@mikerj.
All interrupt driven encoder routines have blind spots, my simple approach may miscount for noise events shorter than the interrupt latency, the state table approach will miscount on noise then usually fix itself on the next pulse.
My simple approach works flawlessly with hall effects and a manual CNC input encoder wheel, except in extreme EMI conditions.
And adding an RC filter followed by a schmidt trigger (such that the time constant is longer than the interrupt latency) will result in 100% accuracy.
An added bonus of the simple approach is it easily "calibrated" , i.e. so it will count 0.995 counts or 1.024 pulses per count (or convert from mm to inches, whatever)

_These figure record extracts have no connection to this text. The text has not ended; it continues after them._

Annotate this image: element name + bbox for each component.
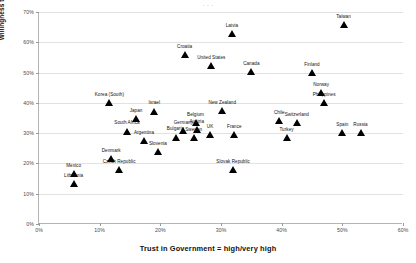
gridline-y [39,12,403,13]
scatter-chart-figure: · · · 0%10%20%30%40%50%60%70%0%10%20%30%… [0,0,416,263]
triangle-marker-icon [123,128,131,135]
triangle-marker-icon [206,131,214,138]
cropped-title-sliver: · · · [0,0,416,8]
y-tick-label: 40% [23,100,34,106]
triangle-marker-icon [140,137,148,144]
data-point-label: Switzerland [285,113,309,118]
triangle-marker-icon [308,69,316,76]
data-point-label: Norway [313,83,329,88]
triangle-marker-icon [293,119,301,126]
data-point-label: Croatia [177,45,192,50]
plot-area: 0%10%20%30%40%50%60%70%0%10%20%30%40%50%… [38,12,402,224]
data-point-label: Czech Republic [103,160,136,165]
data-point-label: UK [207,125,213,130]
triangle-marker-icon [228,30,236,37]
data-point-label: Russia [353,123,367,128]
y-tick-label: 60% [23,39,34,45]
triangle-marker-icon [247,68,255,75]
x-tick-mark [100,223,101,226]
x-tick-mark [221,223,222,226]
y-tick-label: 20% [23,160,34,166]
triangle-marker-icon [340,21,348,28]
gridline-y [39,194,403,195]
y-tick-label: 30% [23,130,34,136]
data-point-label: Bulgaria [167,127,184,132]
y-tick-mark [36,163,39,164]
data-point-label: Sweden [185,128,202,133]
x-tick-label: 10% [94,227,105,233]
y-axis-title: Willingness to pay = high/very high [0,0,5,50]
triangle-marker-icon [338,129,346,136]
gridline-y [39,133,403,134]
data-point-label: Philippines [313,93,336,98]
y-tick-mark [36,133,39,134]
x-axis-title: Trust in Government = high/very high [0,244,416,253]
data-point-label: Lithuania [64,174,83,179]
data-point-label: South Africa [114,121,139,126]
data-point-label: United States [197,56,225,61]
data-point-label: Finland [304,63,319,68]
x-tick-mark [160,223,161,226]
triangle-marker-icon [207,62,215,69]
x-tick-label: 20% [155,227,166,233]
y-tick-mark [36,12,39,13]
y-tick-mark [36,42,39,43]
data-point-label: Mexico [66,164,81,169]
triangle-marker-icon [218,107,226,114]
triangle-marker-icon [70,180,78,187]
y-tick-label: 50% [23,70,34,76]
y-tick-label: 0% [26,221,34,227]
triangle-marker-icon [150,108,158,115]
triangle-marker-icon [105,99,113,106]
y-tick-label: 70% [23,9,34,15]
x-tick-mark [403,223,404,226]
x-tick-label: 0% [35,227,43,233]
triangle-marker-icon [320,99,328,106]
x-tick-label: 50% [337,227,348,233]
y-tick-mark [36,194,39,195]
data-point-label: Denmark [102,149,121,154]
y-tick-label: 10% [23,191,34,197]
triangle-marker-icon [115,166,123,173]
data-point-label: Slovenia [149,142,167,147]
data-point-label: Belgium [187,113,204,118]
data-point-label: Austria [189,120,204,125]
data-point-label: Japan [130,109,143,114]
data-point-label: Korea (South) [95,93,124,98]
data-point-label: Israel [148,101,160,106]
x-tick-mark [282,223,283,226]
triangle-marker-icon [190,134,198,141]
x-tick-label: 60% [398,227,409,233]
data-point-label: Latvia [226,24,239,29]
x-tick-mark [342,223,343,226]
data-point-label: Argentina [134,131,154,136]
data-point-label: Canada [243,62,259,67]
data-point-label: Turkey [279,128,293,133]
triangle-marker-icon [181,51,189,58]
triangle-marker-icon [357,129,365,136]
y-tick-mark [36,103,39,104]
data-point-label: Spain [336,123,348,128]
triangle-marker-icon [154,148,162,155]
triangle-marker-icon [275,117,283,124]
gridline-y [39,73,403,74]
x-tick-label: 40% [276,227,287,233]
triangle-marker-icon [229,166,237,173]
data-point-label: Chile [274,111,285,116]
triangle-marker-icon [283,134,291,141]
data-point-label: Taiwan [336,15,351,20]
data-point-label: France [227,125,242,130]
y-tick-mark [36,73,39,74]
triangle-marker-icon [172,134,180,141]
data-point-label: Slovak Republic [216,160,250,165]
x-tick-mark [39,223,40,226]
gridline-y [39,42,403,43]
triangle-marker-icon [230,131,238,138]
data-point-label: New Zealand [208,101,236,106]
x-tick-label: 30% [216,227,227,233]
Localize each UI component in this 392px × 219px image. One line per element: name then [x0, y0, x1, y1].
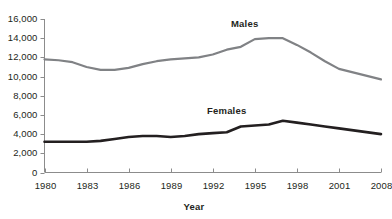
- x-tick-label: 1992: [203, 181, 225, 191]
- x-tick-label: 2008: [371, 181, 392, 191]
- x-tick-label: 1983: [77, 181, 99, 191]
- series-label-females: Females: [207, 106, 246, 116]
- x-tick-label: 1995: [245, 181, 267, 191]
- x-tick-label: 1998: [287, 181, 309, 191]
- series-label-males: Males: [231, 19, 258, 29]
- x-tick-label: 1980: [35, 181, 57, 191]
- x-tick-label: 1989: [161, 181, 183, 191]
- x-tick-label: 2001: [329, 181, 351, 191]
- x-axis-title: Year: [0, 201, 388, 212]
- x-tick-label: 1986: [119, 181, 141, 191]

I use the LS3677 encoder interfaces on my big machine controllers, these are almost perfect, but a little analog tweaking minimises the rare occurance of "metastability bias with simultaneous EMI on both channels".
I did develop a state machine encoder interface back in 2008 (prior to using the LS3677), but I think these have been around for ages. Mine was a bit like the Arduino approach.
http://www.circuitsathome.com/mcu/reading-rotary-encoder-on-arduino I left_shift the Achannel into ABindex, then left_shift the Bchannel in. Then mask off top nibble, the lower four bits are now oldA,oldB,newA,newB , this is a pointer into a lookup tabel that has the three possible results of 16 state transitions, +1,-1, or 0,
... so the relevant line of coding is....
Count = count + LUT(ABindex)So that's 4 lines of code all up, and given that I could use a state type encoder, I prefer to use the simpler approach, and adding an analog RC filter is no additional burden to the dozens of ferrite beads/TVS's/PTC's that already populate the PCBs.